Fiction has utilized even her hours of leisure and amusement to sap the self-respect of womanhood while it helped very greatly to brutalize and lower man by keeping—in this insidious form—the thought ever before him that woman is a function only and not a person, and that even in this limited sphere she is and should be proud to be man's subject. "He for God only, she for God in him."

It is true that since the advent of women writers fiction has shown a tendency to modify, to a limited extent, this previously universal dictum, but the thought still dominates literature greatly to the detriment of morals and of the dignity of both men and women.

"The woman who has no history is the woman to be envied," says literature—and yet people do not envy her any more than they do the man of like inconspicuous position. No one wishes that she might go down to history, if one may so express it, as history less. No one points with pride to Jane Smith as his illustrious ancestor any more than if Jane had chanced to be John. To have been a Mary Somerville, or an Elizabeth Barrett Browning, or a George Eliot, most historyless women would be willing to change places even now, and as for "those who come after," can there be a question as to which would give more pride or pleasure to man or woman, to say—"I am the son, or the brother, or the niece of Mrs. Browning," or to say, "Jane Smith, of Amityville, is my most famous relative?"

I have my suspicions that even * Mr. Fitzgerald would waver in favor of Elizabeth in case both women were his cousins. In public, at least, he would mention Jane less frequently and with less of a touch of pride. Personally he might like her quite as well. That is aside from the question. I have no doubt that he might like John Smith as well as Shakespeare, personally, too, and John may have led a happier life than William, but is a man with no history to be envied for that reason? The application is obvious.

One of the most insidious fictions of fiction, which it seems to me is harmful, is the theory that the good are so because they resist temptation, while the bad are vicious because they yield easily—make a poor fight.

Leaving out heredity and its tremendous power, it is likely that you would have yielded under as strong pressure as it took to carry your neighbor down. I say as strong pressure—not the same pressure—for your tastes not being the same, your temptations will take different forms. **

* Fitzgerald "thanked God" when Mrs. Browning died. See
reply by Robert Browning in Athenaeum.
** "Our lives progress on the lines of least resistance."
—Van Dbr Waukr, M. D.

If you had been born of similar parents and on Cherry Hill; if you had been one of a family of ten; if you had been stunted in mind and in body by want of nourishment; if you had been given little or no education; if you had helped to get bread for the family almost from the time you could remember; your record in the police court would not differ very greatly from that of those about you. In nine cases out of ten you would be where you sent that convict last year. Your pretty daughter would be the associate of toughs. She might be pure—in the sense in which the word is applied to women—but she would have a mind muddy and foul with the murk and odors of a life fit only for swine. She would marry a brute who honestly believes that so soon as the words of a priest or a magistrate are said over them, she belongs to him to abuse if he sees fit, to impose upon, lie to, or to let down into the valley of death for his pleasure whenever he sees fit, and quite without regard to her opinions or desires in the matter. She would be an old and broken woman at thirty, ugly, misshapen, and hopeless, with hungry-faced children about her, whose next meal would be a piece of bread, whose next word would be too foul to repeat, whose next act would disgrace a wolf.

In turn they would perpetuate their kind in much the same fashion, and some of your grandchildren would be in the poor-house, some in prison, some in houses of ill-repute, and perchance some doing honest work—sweeping the streets or making shirts for forty cents a dozen for the patrons of a literature that goes on promoting the theory that the chief duty of the poor is to irresponsibly bring more children into the world—to work for them as cheaply as possible. To the end that they may restrict their own families to smaller limits and—by means of cheaper labor caused largely by over population from below—clothe their loved ones in purple and build untaxed temples of worship, where poverty and crime is taught to believe in that other fiction of fictions—the "providence" that places us where we deserve to be and where a loving God wishes us to be content.

Indeed, this supernatural finger in literature has gone farther, perhaps, to place and keep fiction where it is, as a misleading picture of life and reality, than has any other influence. It has dominated talent and either starved or broken the pen of genius. "Oh, if I might be allowed to draw a man as he is!" exclaims Thackeray, as he leaves the office of his publisher, with downcast eyes and bowed head. He goes home and "cuts out most of his facts," and returns the manuscript which is acceptable now, because it is not true to life!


Exercise goal
Report each line of the entries below that has the word "years" in it.

Listed entries
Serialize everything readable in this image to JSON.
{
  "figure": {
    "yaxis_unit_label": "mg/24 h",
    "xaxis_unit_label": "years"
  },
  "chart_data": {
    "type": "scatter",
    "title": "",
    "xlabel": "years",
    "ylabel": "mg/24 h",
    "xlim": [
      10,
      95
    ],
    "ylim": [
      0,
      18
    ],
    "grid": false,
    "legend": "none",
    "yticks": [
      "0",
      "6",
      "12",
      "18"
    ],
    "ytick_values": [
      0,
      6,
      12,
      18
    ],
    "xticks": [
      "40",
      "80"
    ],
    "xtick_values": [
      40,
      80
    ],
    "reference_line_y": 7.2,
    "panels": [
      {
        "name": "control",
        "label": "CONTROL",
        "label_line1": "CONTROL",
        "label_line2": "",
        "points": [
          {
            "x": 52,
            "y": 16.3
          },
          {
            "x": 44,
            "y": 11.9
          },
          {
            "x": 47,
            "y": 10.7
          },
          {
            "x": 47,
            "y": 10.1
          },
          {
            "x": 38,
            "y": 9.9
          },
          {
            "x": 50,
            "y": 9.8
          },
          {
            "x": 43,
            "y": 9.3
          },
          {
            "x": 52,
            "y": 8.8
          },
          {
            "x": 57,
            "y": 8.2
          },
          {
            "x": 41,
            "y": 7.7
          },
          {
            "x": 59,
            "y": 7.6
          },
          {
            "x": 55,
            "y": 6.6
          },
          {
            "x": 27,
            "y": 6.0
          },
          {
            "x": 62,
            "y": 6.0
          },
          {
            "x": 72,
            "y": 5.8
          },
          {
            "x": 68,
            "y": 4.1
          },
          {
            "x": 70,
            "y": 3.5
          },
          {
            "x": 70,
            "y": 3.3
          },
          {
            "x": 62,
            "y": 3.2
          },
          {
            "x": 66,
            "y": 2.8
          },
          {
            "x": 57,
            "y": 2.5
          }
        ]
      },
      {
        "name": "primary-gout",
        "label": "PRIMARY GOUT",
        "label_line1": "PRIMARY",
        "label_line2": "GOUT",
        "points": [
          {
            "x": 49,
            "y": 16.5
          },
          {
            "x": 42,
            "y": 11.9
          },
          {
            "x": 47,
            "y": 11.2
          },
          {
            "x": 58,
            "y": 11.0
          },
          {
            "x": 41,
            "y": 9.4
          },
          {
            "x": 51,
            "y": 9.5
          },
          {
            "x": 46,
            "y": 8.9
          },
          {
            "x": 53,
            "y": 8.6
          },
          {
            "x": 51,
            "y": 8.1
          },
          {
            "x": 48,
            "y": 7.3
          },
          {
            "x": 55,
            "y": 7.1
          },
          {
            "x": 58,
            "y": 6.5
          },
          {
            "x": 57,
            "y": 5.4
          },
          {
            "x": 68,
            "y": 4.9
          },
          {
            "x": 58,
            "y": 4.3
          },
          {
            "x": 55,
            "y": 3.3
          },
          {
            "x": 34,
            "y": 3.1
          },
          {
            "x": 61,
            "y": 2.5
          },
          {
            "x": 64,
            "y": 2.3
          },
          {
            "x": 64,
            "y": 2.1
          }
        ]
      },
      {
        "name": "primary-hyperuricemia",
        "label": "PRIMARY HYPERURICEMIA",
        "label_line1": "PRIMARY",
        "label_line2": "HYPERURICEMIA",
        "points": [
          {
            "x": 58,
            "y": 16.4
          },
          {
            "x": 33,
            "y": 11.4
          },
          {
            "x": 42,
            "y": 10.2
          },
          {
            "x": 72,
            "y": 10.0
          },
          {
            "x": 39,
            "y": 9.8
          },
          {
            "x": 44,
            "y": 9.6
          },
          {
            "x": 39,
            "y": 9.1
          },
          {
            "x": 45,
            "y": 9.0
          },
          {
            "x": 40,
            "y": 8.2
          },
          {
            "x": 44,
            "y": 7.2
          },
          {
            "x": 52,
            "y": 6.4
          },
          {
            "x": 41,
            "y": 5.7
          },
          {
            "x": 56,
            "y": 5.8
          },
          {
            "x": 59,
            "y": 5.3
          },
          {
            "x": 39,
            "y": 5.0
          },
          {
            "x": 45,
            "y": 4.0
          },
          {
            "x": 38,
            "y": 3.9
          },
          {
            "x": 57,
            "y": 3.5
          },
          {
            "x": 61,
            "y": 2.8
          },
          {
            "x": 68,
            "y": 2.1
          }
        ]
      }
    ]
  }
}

Result of the task
    "xaxis_unit_label": "years"
    "xlabel": "years",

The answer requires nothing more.